Floating Internet Cafe
Marked by an onslaught of rainbow beach umbrellas, yelling, screaming and the occasional man taking a swim, the tourist land portion of the journey, while not as quiet, was equally entertaining. Every 100 yards there was a floating 7-Eleven selling water, juice, soda, beer and a collection of meat-on-a-stick options. After each rapid (yes, there was the occasional whitewater) there was a floating internet café where you could pull in and purchase the photo just snapped of you making a ridiculous face you hope that your boat does not split into a dozen pieces.

Moon Hill
The rain stopped just as we pulled into our overpriced lunch spot. An hour later we were prepping ourselves to scale Moon Hill. Moments after taking the first of 900 steps it started pouring rain again. Perfect. Around step 427 or so (but who’s counting) Lianne and I were joined by Elsa (at least, that’s what I decided her English name would be). She followed us the rest of the way up the mountain, shouting “watch your step” and “be careful” and “it’s very slippery” the entire way.

We reached the summit and were completely drenched in both rain water and sweat.

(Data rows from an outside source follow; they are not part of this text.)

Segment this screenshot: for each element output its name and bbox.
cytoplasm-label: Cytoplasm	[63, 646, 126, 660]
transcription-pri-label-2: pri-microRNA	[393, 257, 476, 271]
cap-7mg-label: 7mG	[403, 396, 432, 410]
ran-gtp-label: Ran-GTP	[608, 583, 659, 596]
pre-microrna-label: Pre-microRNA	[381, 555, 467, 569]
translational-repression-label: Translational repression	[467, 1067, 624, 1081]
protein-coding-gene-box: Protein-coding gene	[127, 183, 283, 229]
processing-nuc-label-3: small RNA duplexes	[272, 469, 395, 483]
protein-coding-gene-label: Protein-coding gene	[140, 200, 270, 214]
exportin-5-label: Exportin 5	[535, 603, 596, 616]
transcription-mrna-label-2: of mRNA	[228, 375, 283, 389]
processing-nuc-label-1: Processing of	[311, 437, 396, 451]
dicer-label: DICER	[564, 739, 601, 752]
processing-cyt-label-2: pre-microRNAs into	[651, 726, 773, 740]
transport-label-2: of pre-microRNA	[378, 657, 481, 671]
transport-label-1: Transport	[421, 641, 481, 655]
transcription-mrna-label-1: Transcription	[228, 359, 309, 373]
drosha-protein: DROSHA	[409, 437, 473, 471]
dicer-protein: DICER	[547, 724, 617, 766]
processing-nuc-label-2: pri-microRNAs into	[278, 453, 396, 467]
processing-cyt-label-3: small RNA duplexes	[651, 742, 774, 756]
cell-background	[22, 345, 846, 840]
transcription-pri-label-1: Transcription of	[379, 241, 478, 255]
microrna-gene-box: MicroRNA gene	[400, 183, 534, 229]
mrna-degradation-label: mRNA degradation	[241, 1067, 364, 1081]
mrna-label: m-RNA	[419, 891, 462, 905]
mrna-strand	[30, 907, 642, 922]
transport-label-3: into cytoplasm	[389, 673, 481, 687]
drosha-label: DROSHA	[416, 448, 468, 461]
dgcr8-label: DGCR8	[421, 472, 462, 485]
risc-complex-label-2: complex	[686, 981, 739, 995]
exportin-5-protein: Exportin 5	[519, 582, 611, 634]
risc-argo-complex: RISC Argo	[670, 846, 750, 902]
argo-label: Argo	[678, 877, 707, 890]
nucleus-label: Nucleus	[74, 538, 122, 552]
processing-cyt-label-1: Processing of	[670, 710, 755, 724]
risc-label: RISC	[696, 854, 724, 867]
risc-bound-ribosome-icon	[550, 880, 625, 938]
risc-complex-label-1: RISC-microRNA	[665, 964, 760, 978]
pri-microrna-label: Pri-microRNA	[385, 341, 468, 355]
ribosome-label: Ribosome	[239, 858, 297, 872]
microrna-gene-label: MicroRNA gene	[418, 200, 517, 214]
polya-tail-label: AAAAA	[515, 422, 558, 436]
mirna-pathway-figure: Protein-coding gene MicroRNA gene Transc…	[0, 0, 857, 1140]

I plopped my bag down on the ground, only to watch Elsa walk right up to Lianne and start fanning her. Elsa was, of course, not breathing hard at all. We started chatting her up and it turns out old Elsa is REALLY old. At 85 she climbs the 900 steps two and three times a day following tourists with postcards, water and yes, beer.

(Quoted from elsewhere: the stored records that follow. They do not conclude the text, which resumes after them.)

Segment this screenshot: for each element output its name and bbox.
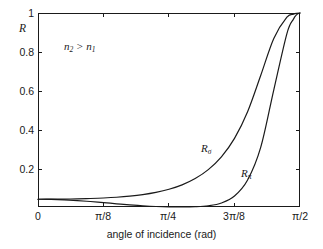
annotation-n-right: n [86,40,92,52]
y-tick-label-04: 0.4 [6,124,34,136]
y-axis-label: R [19,22,26,34]
curve-label-r-pi-base: R [241,167,248,179]
annotation-sub-right: 1 [92,45,96,54]
curve-label-r-sigma-subscript: σ [208,147,212,156]
annotation-n-left: n [64,40,70,52]
x-tick-label-pi8: π/8 [86,210,120,222]
x-tick-label-3pi8: 3π/8 [214,210,254,222]
fresnel-reflectance-chart: R 1 0.8 0.6 0.4 0.2 0 π/8 π/4 3π/8 π/2 n… [0,0,323,249]
curve-label-r-pi-subscript: π [248,172,252,181]
x-tick-label-pi2: π/2 [283,210,317,222]
y-tick-label-06: 0.6 [6,85,34,97]
annotation-operator: > [73,40,86,52]
annotation-sub-left: 2 [70,45,74,54]
annotation-refractive-index-condition: n2 > n1 [64,40,95,52]
x-tick-label-0: 0 [26,210,50,222]
x-tick-label-pi4: π/4 [151,210,185,222]
curve-label-r-pi: Rπ [241,167,251,179]
curve-label-r-sigma: Rσ [201,142,211,154]
y-tick-label-02: 0.2 [6,163,34,175]
y-tick-label-1: 1 [16,7,34,19]
y-tick-label-08: 0.8 [6,46,34,58]
x-axis-label: angle of incidence (rad) [0,228,323,240]
curve-label-r-sigma-base: R [201,142,208,154]
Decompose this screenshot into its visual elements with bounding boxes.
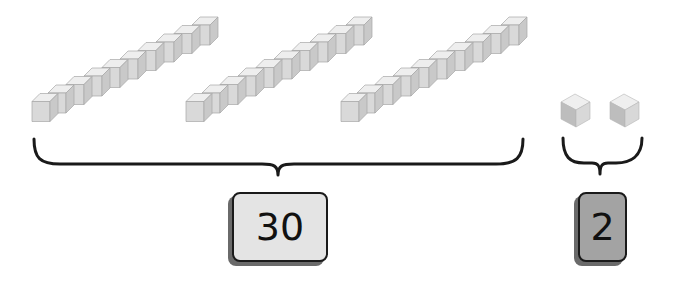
ones-value-text: 2 (590, 205, 614, 249)
unit-cube-2 (610, 94, 639, 127)
tens-brace (34, 139, 523, 175)
unit-cube-1 (561, 94, 590, 127)
tens-value-label: 30 (232, 192, 328, 262)
ones-value-label: 2 (578, 192, 627, 262)
tens-value-text: 30 (256, 205, 304, 249)
ones-brace (563, 138, 642, 174)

Our New Friend, Guide, Water Guru, Etc.
She pulled from her fanny pack (gotta love the fanny pack) a small journal that was filled with notes from people all the around the World who had visited Moon Hill and met Elsa. We gladly added to the collection and now, feeling rather guilty, asked Elsa if we could buy a water. “10 kuai,” she told us. Now, water usual costs 1.5 kuai so I was little perturbed. I started to try and bargain only to be told, in perfect English, that these waters had a “delivery surcharge,” as they were available ice cold at the top of 900 steps. Riddle with guilt (how can you not feel guilty when an 85 year old woman who climbs 900 steps 3 times a day and has no teeth stands in front of you asking to just spent $1.50 on a water) we bought one. She offered to snap our picture (first person I’ve ever met who knew exactly how to work my camera. I attempted to explain the shutter and she slapped my hands away shouting “I know. I know. I know. Gosh!”) and we started our descent.

900 Steps Later...
Twenty minutes and one ice cold water later we were back on our bikes, umbrellas up and angled to battle the fierce rain. The only issue was, we had been riding all day and my seat was none too comfortable. Two minutes in my butt was asleep and my tail bone was thoroughly bruised, leading to the opening of what can only be described as the second most uncomfortable experience of my life (after that ride down the mountain from the coffee farm in Guaemala). Pedal. Coast. Push butt off seat using right leg. Ease pain. Balance umbrella. Pedal. Coast. Push butt off seat using left leg. Ease pain. Balance umbrella. Repeat. This carried on for the entire hour of our ride back and I was none to happy to hand that two-wheeled horror right over to the rental man, vowing to never again rent a bike in a rain. Or in the sun. Ever.